Radio Telescopes On Moon's Farside

The Lunar Array for Radio Cosmology (LARC) is a proposed plant to build an array of radio telescopes on the far side of the moon. The intent: to study the earliest formation of the basic structures of the universe.


(Prof. Jacqueline Hewitt with radio telescope prototype)

The MIT team was selected by NASA. Professor Jacqueline, professor of physics and director of MIT's Kavli Institute for Astrophysics and Space Science, leads a team of researchers from MIT and other institutions. LARC is planned as a huge array of hundreds of telescope modules designed to pick up very-low-frequency radio emissions. The array will cover an area of up to two square kilometers; the modules would be moved into place on the lunar surface by automated vehicles.

LARC will make possible observations that cannot be made from Earth's surface. The Earth's ionosphere, high-altitude layer of electrically charged gas, obscures faint, low-frequency radio emissions. The other source of interference is, well, us. More specifically, our many emissions in the radio spectrum.

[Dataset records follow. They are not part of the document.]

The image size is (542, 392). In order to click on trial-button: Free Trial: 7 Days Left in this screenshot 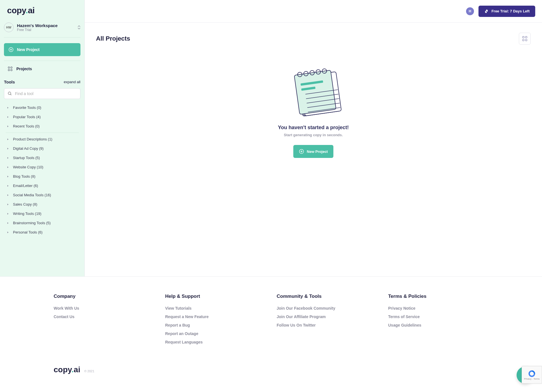, I will do `click(507, 11)`.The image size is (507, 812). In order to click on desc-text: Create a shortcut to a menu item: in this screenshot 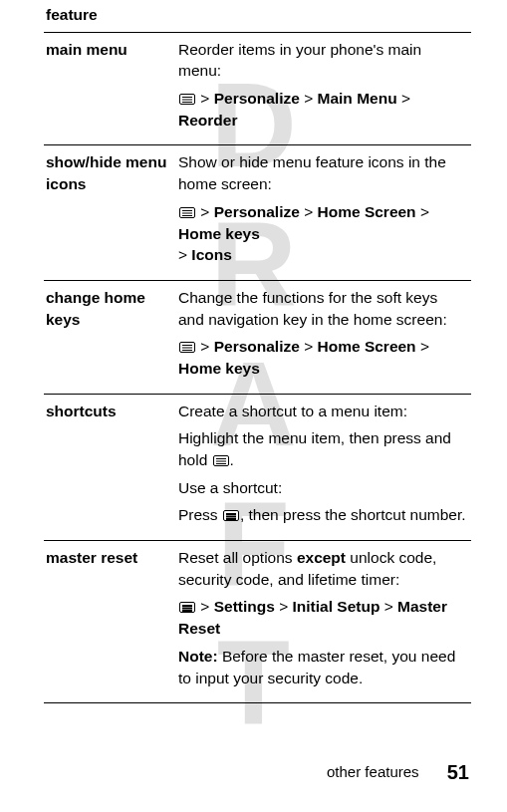, I will do `click(323, 411)`.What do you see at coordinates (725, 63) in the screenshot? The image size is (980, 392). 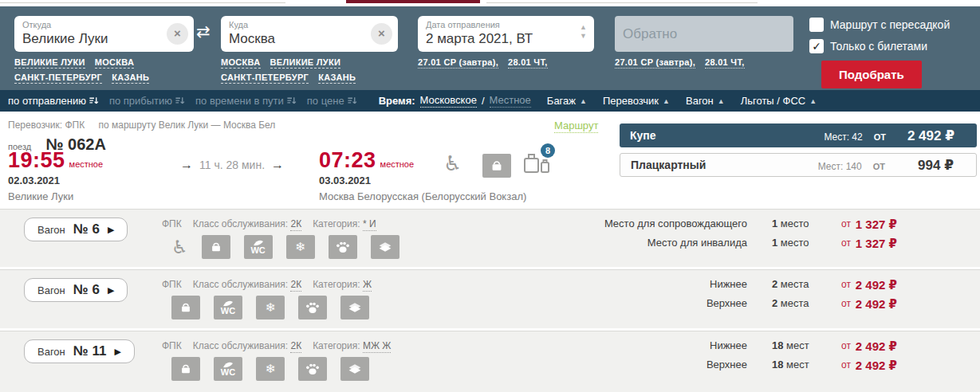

The far side of the Moon is perfect, because the Moon's bulk would protect delicate detectors from all those terrestrial radio transmissions.

The proposed array would cover about two square kilometers; the module-based telescopes would be moved into place by automated vehicles.

Early sf fans may recall the liquid mirror telescope proposed for the surface of Mars in Raymond Z. Gallun's classic 1934 novella Old Faithful.

From MIT to lead development of new telescopes on moon.